Outside, Tor and Anders were squared off, fisted and shouting.
“Oh, now what?” Hands planted on her hips, she shook her head.
“You deliberately pushed him!” Anders’s teeth clenched.
“It was an accident!”
“Anders, I am not hurt!” Jon yelled at his brother.
“How can you have so many
accidents
? No one else does.”
“Why do you always think I did everything that goes wrong? Just because I don’t know as much as you . . . you . . . !”
Anders drew back one arm, heaved a sigh, and took a deep breath. “It better not happen again. You will be sorry if it does.”
Ingeborg drew in a breath along with Anders. “Thank you, Lord.”
At that point Tor made a big mistake. “Who is going to make me sorry? You?” When he turned his head slightly, he made a worse mistake. He did not see the punch coming. A solid thud to the jaw and a follow-up one to the diaphragm. He doubled over, gasping for air. When Anders started to step forward, a “No!” rang out.
Ingeborg knew Hjelmer’s voice. She almost called the same but watched as Anders dropped his hands, still keeping a wary eye on Tor.
“Did they settle it?” came from behind her.
“I think so.”
“Good for them.”
Ingeborg had a feeling this wasn’t the last they’d heard of this but wisely kept from going out there. And to think just a few minutes ago she was thinking Tor was changing. Shame. A hand on her shoulder made her turn. Mari stood behind her, nodding.
“Tor needed that.”
“I know. He is a bit of a bully.”
“Only a bit? Ingeborg, you always think the best of everybody, and they let you down.”
“Better that than the worst and live angry all the time.” She glanced over to see Nils reading his book, a wrinkle in his forehead. If they turned his pallet, he would get more light from the window on the page. At the window she called Tor, Anders, and Hjelmer to help her.
“What?” Nils asked as she nudged his pallet.
“We’re going to turn you so you can read more easily.” She gave the instructions, and they each grabbed a corner of the pallet and turned it so the back of his head was toward the window.
“That was much easier than trying to turn you.”
“Tusen takk,” he said to everyone. “Is she always this careful with her patients?”
“Unless they bite her.”
“Or kick her.” The boys left, laughing, and Mari headed for the kitchen.

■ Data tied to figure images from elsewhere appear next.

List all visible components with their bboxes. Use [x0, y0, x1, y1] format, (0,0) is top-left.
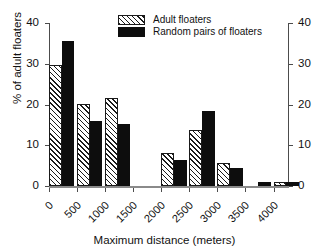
bar-random-pairs-of-floaters-1000: [118, 124, 131, 186]
y-tick-label-left-20: 20: [13, 98, 39, 110]
plot-area: 0010102020303040400500100015002000250030…: [49, 23, 289, 186]
y-tick-right-0: [289, 186, 293, 187]
y-tick-right-10: [289, 145, 293, 146]
figure: % of adult floaters Maximum distance (me…: [0, 0, 329, 248]
x-tick-3000: [217, 188, 218, 192]
y-tick-label-left-0: 0: [13, 179, 39, 191]
bar-random-pairs-of-floaters-2500: [202, 111, 215, 186]
y-tick-left-40: [45, 23, 49, 24]
x-tick-4000: [274, 188, 275, 192]
y-tick-label-left-30: 30: [13, 57, 39, 69]
bar-adult-floaters-3000: [217, 163, 230, 186]
x-tick-1500: [133, 188, 134, 192]
x-tick-0: [49, 188, 50, 192]
bar-adult-floaters-0: [49, 65, 62, 186]
bar-random-pairs-of-floaters-4000: [286, 182, 299, 186]
y-tick-label-right-30: 30: [298, 57, 324, 69]
x-tick-500: [77, 188, 78, 192]
y-tick-left-0: [45, 186, 49, 187]
bar-adult-floaters-4000: [274, 182, 287, 186]
y-tick-label-right-0: 0: [298, 179, 324, 191]
bar-adult-floaters-500: [77, 104, 90, 186]
y-tick-label-left-10: 10: [13, 138, 39, 150]
x-tick-2000: [161, 188, 162, 192]
y-tick-right-30: [289, 64, 293, 65]
bar-random-pairs-of-floaters-3500: [258, 182, 271, 186]
y-tick-label-right-20: 20: [298, 98, 324, 110]
x-tick-1000: [105, 188, 106, 192]
bar-adult-floaters-2000: [161, 153, 174, 186]
bar-random-pairs-of-floaters-3000: [230, 168, 243, 186]
bar-adult-floaters-2500: [189, 130, 202, 186]
y-tick-label-right-40: 40: [298, 16, 324, 28]
y-tick-right-20: [289, 105, 293, 106]
bar-random-pairs-of-floaters-2000: [174, 160, 187, 186]
x-tick-3500: [245, 188, 246, 192]
y-tick-label-right-10: 10: [298, 138, 324, 150]
bar-adult-floaters-1000: [105, 98, 118, 186]
x-axis-line: [49, 186, 289, 188]
bar-random-pairs-of-floaters-500: [90, 121, 103, 186]
x-tick-2500: [189, 188, 190, 192]
y-tick-label-left-40: 40: [13, 16, 39, 28]
y-tick-right-40: [289, 23, 293, 24]
bar-random-pairs-of-floaters-0: [62, 41, 75, 186]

Hjelmer paused at the door and said over his shoulder, “But that’s usually the four-footed kind.”
Heat coming up her neck and blossoming in her face made Ingeborg want to follow the boys. Explain them? Explain
herself? If Nils thought she had a lot of people patients, she didn’t want him to think differently. Dreams of his far screaming at her for not taking his son to a doctor had haunted her one night. “I’ve helped lots of injured animals.”

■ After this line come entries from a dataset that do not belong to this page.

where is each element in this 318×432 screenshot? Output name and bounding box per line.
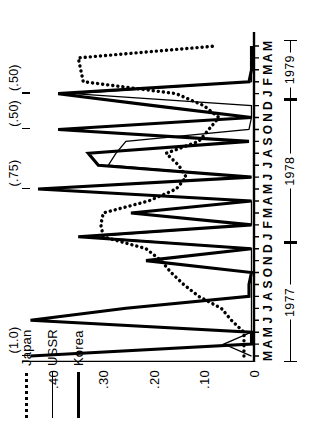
x-axis-month-label: J bbox=[262, 162, 275, 169]
peak-annotation-tick bbox=[22, 355, 30, 356]
y-axis-tick-label: .40 bbox=[47, 370, 60, 389]
x-axis-month-label: O bbox=[262, 125, 275, 134]
x-axis-month-label: M bbox=[262, 41, 275, 51]
x-axis-month-label: A bbox=[262, 54, 275, 63]
x-axis-month-label: J bbox=[262, 174, 275, 181]
x-axis-month-label: S bbox=[262, 280, 275, 288]
peak-annotation-label: (.50) bbox=[8, 64, 21, 91]
x-axis-month-label: J bbox=[262, 317, 275, 324]
x-axis-month-label: J bbox=[262, 305, 275, 312]
x-axis-tick-labels: MAMJJASONDJFMAMJJASONDJFMAM bbox=[262, 32, 278, 362]
x-axis-month-label: M bbox=[262, 184, 275, 194]
x-axis-month-label: S bbox=[262, 137, 275, 145]
year-band-label: 1977 bbox=[282, 285, 299, 320]
figure-page: Japan USSR Korea 0.10.20.30.40 bbox=[0, 0, 318, 432]
peak-annotation-label: (.50) bbox=[8, 100, 21, 127]
y-axis-tick-label: 0 bbox=[248, 370, 261, 378]
peak-annotation-label: (1.0) bbox=[8, 327, 21, 354]
x-axis-month-label: N bbox=[262, 113, 275, 122]
x-axis-month-label: A bbox=[262, 149, 275, 158]
year-band-1979: 1979 bbox=[282, 40, 302, 100]
year-axis-band: 197719781979 bbox=[282, 32, 302, 362]
year-band-cap-left bbox=[284, 241, 297, 242]
year-band-cap-left bbox=[284, 98, 297, 99]
year-band-cap-right bbox=[284, 40, 297, 41]
peak-annotation-tick bbox=[22, 188, 30, 189]
x-axis-month-label: F bbox=[262, 221, 275, 228]
year-band-1977: 1977 bbox=[282, 243, 302, 362]
year-band-cap-right bbox=[284, 100, 297, 101]
chart-svg bbox=[22, 32, 260, 362]
x-axis-month-label: F bbox=[262, 78, 275, 85]
x-axis-month-label: A bbox=[262, 197, 275, 206]
year-band-cap-right bbox=[284, 243, 297, 244]
year-band-cap-left bbox=[284, 361, 297, 362]
year-band-label: 1978 bbox=[282, 154, 299, 189]
y-axis-tick-label: .30 bbox=[97, 370, 110, 389]
x-axis-month-label: D bbox=[262, 101, 275, 110]
y-axis-tick-label: .20 bbox=[147, 370, 160, 389]
year-band-1978: 1978 bbox=[282, 100, 302, 243]
year-band-label: 1979 bbox=[282, 52, 299, 87]
data-series-group bbox=[31, 46, 252, 356]
rotated-figure-container: Japan USSR Korea 0.10.20.30.40 bbox=[0, 0, 318, 432]
series-line-korea bbox=[31, 46, 252, 356]
x-axis-month-label: J bbox=[262, 233, 275, 240]
x-axis-month-label: O bbox=[262, 268, 275, 277]
peak-annotation-tick bbox=[22, 92, 30, 93]
x-axis-month-label: M bbox=[262, 208, 275, 218]
peak-annotation-tick bbox=[22, 128, 30, 129]
y-axis-tick-label: .10 bbox=[197, 370, 210, 389]
x-axis-month-label: A bbox=[262, 292, 275, 301]
x-axis-month-label: N bbox=[262, 256, 275, 265]
x-axis-month-label: J bbox=[262, 90, 275, 97]
plot-area: (1.0)(.75)(.50)(.50) bbox=[22, 32, 260, 362]
x-axis-month-label: M bbox=[262, 65, 275, 75]
peak-annotation-label: (.75) bbox=[8, 160, 21, 187]
x-axis-month-label: M bbox=[262, 327, 275, 337]
y-axis-tick-labels: 0.10.20.30.40 bbox=[22, 366, 260, 418]
x-axis-month-label: M bbox=[262, 351, 275, 361]
x-axis-month-label: D bbox=[262, 244, 275, 253]
x-axis-month-label: A bbox=[262, 340, 275, 349]
series-line-japan bbox=[78, 46, 244, 356]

“I have been thinking about getting into a chair. I could rest my leg on another. Those two strong boys could help me, I’m sure.”
“Just please do not go trying to move on your own, and something else to keep in mind—”
“I know. The ribs.” He patted his strapped-together chest. “When you can remove this . . . this rather interesting garment I am tied into, perhaps they can help me wash too.”
“I am sure they can. And that interesting garment is a corset. We laced you pretty loosely, you know.”
“And women wear these torture bands all the time?” He shook his head. “It makes no sense to me, but my sisters do the same.”
Quick to change the subject, Ingeborg asked him to tell her about his family. “I’ll get you some water first . . .” She paused and rolled her lips together. With eyebrows raised she added, “Or would you rather have willow-bark tea?” Laughing inside, she fetched two cups of water from the drinking bucket that always had a dish towel covering it to keep the water clean. His laugh behind her set him to coughing.
“I am sorry.” She hurried back.
He raised a hand and coughed again, then reached for the water before he could talk. “Do not be sorry. Laughing to make me cough was probably a good thing, or so a certain person would tell me.”
“Well, if you tell about your family, perhaps that certain person will not force willow-bark tea down your throat.”